On Election Day this Thursday, New Haven residents will choose not only the future occupants of the city’s political offices, but also how much power those occupants will wield.

Voters will decide the fate of two revisions to the city charter, as part of a process that reviews the city’s constitution each decade. The first revision allows for the election of two members to the seven-person Board of Education (BoE), which is currently entirely appointed by the mayor, while the second is a broad package of revisions primarily designed to rebalance power between the mayor and Board of Aldermen. If voters approve either revision on Nov. 5, the charter will be suitably amended.

The Charter Revision Commission, comprised of aldermen and community members, was tasked last December with identifying and developing a set of recommended changes for the city charter. It delivered those recommendations to the Board of Aldermen in May 2013.

Presently, the BoE consists of seven members: the mayor and six of his appointees. Under the revised charter, the BoE would be made up of the mayor, four mayoral appointees, two members to be elected from two “educational districts”, and two non-voting “student representatives”. The educational districts have yet to be drawn, but the revised charter stipulates that they should each contain similar numbers of wards.

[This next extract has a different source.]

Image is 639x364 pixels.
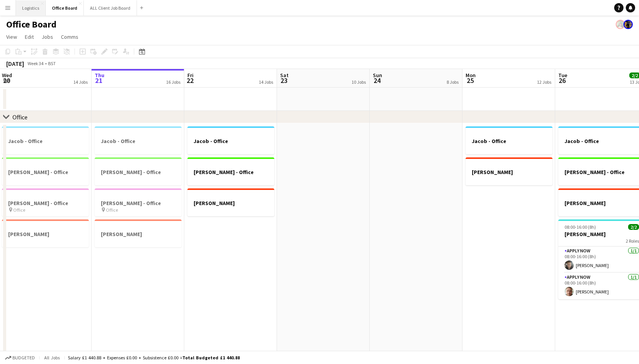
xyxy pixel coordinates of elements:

Commission member Will Ginsberg said that at the end of the drafting process, the commission approved the entire package of proposals for aldermanic consideration, with one dissenting vote: his own. Ginsberg said that he, like many, felt that the composition of the school board was the most important issue on the docket. But he said the city’s educational system will be stronger if the mayor can be held accountable for its performance, and that adding elected seats to the board waters down mayoral accountability.

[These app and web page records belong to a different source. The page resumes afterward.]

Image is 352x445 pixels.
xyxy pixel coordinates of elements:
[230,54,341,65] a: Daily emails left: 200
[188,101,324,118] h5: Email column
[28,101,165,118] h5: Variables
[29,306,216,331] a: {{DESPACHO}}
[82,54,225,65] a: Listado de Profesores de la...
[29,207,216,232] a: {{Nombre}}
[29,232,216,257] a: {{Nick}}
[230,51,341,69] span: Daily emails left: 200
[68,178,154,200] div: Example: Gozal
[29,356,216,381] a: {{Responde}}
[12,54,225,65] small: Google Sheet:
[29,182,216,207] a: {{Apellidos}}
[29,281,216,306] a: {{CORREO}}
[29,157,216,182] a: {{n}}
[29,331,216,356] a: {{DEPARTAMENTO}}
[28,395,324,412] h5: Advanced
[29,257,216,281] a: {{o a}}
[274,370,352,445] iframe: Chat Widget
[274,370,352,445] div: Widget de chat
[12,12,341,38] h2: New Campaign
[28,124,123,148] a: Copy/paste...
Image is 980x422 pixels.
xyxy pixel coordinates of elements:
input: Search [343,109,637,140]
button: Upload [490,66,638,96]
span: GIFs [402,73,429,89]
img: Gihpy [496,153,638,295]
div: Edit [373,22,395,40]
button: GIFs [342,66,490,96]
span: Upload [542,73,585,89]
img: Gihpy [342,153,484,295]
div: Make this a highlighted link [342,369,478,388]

“National experience suggests to me that communities that have strong mayoral control over their educational systems are better able to rapidly conceive and implement change,” Ginsberg said.

The second proposed revision bundles several changes into one package to avoid asking citizens to vote on each of the many individual changes, according to Ward 22 Alderwoman Jeanette Morrison. The package would require aldermanic approval of mayoral appointees to most boards, commissions and key positions, and would formalize the existence of the Civilian Review Board — a body that investigates complaints against police officers, and currently only exists by special order of the mayor. Among other changes, the revision would also overhaul the charter to introduce gender-neutral language.

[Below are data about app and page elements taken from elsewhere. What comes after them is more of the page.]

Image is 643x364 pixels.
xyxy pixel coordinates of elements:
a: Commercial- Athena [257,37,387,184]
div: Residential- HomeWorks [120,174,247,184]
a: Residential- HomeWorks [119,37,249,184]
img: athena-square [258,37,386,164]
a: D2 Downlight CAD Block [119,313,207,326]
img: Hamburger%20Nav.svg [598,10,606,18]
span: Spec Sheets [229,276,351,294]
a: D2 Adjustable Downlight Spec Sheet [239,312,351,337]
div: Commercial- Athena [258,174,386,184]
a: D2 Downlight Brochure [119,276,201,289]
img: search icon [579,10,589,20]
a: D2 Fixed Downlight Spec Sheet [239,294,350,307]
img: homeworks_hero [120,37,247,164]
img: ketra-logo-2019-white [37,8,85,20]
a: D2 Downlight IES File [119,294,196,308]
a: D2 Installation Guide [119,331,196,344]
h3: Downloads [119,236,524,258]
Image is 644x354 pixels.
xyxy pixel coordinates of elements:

“The charter hasn’t been changed in 40 to 50 years,” said lawyer and former alderman Steve Mednick. “Many provisions of the charter go back to the 19th century.”

Mednick, who was hired by the city to advise the Charter Review Commission after doing the same for several neighboring towns, called the revised charter “a publicly accessible document.”

Mednick said New Haven’s committee engaged the public to a greater degree than any other charter committee he has advised, a fact he attributed to committee chair and alderman Michael Smart’s decision to hold four public hearings throughout the process, which Mednick described as “very well-attended.” Several ideas, including the addition of two student representatives on the board of education, were brought forth by members of the public.

Both mayoral candidates Toni Harp Arc ’78 and Justin Elicker FES ’10 SOM ’10 said they planned to vote ‘yes’ on the hybrid school board.

“One of the most frequent complaints I get from parents is that the Board of Education isn’t very responsive,” Elicker said. “By having two elected members on the Board of Education there’s more pressure for the Board of Education to be responsive to the public’s needs.”

Harp said she felt the hybrid board was a good compromise which would give citizens a say in education policy while keeping the mayoral administration accountable.

Harp said she was still considering Question Two, while Elicker declined to comment on how he plans to vote. Both cited the question’s multipart nature as a complicating factor in their decision.

The last attempted charter revision, which would have extended the length of mayoral and aldermanic terms from two to four years, narrowly failed in 2002.